I've been trying all this time to try and process a huge amount of contours all at once with a single tessellation pass. I tried editing the tessellation library to make each half edge retain it original contour ID. I had several eureka moments when it finally seemed to work, only to be disappointed when I stress tested it and found it to be less than perfect.

But it turns out I've been incredibly daft... All I had to do was group each contour with a particular fill, and then tesselate each group independently.

I didn't understand that for every interior contour fill, there would always be an opposite contour that effectively enclosed the outer contour loop. For instance, to represent a red box with a blue box inside there would be 2 red contours and 1 blue. I thought it could be represented with only 1 blue contour and 1 red, where the blue would also represent the red contour's hole, and so processing each colour group of contours independently didn't make sense to me.

When I finally realised this, I figured it out.

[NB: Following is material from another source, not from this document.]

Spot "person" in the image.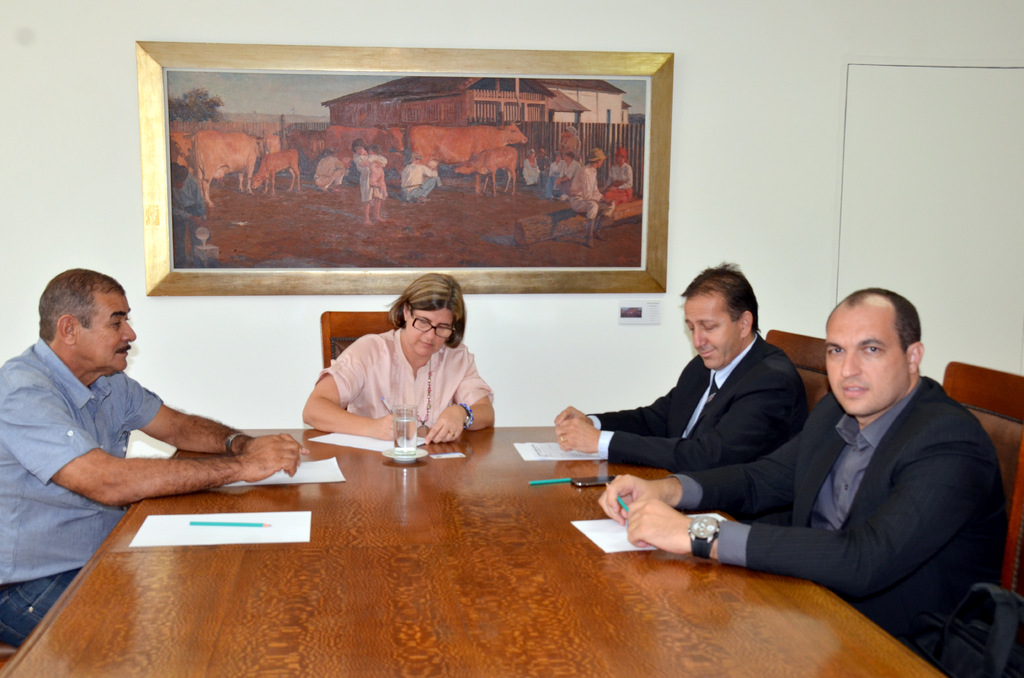
"person" found at <region>0, 266, 310, 649</region>.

I've published a solution on github but I'm not sure how much use it is to anyone:

https://github.com/hedgehog90/triangulate-contours-colour-example

enter image description here

I've included a pretty comprehensive exporter script for converting contours (including curves) into polygonal paths for Adobe Flash/Animate which might be useful for someone.

I will be writing an OBJ exporter on top of this shortly, so I can represent vector graphics in a 3D engine.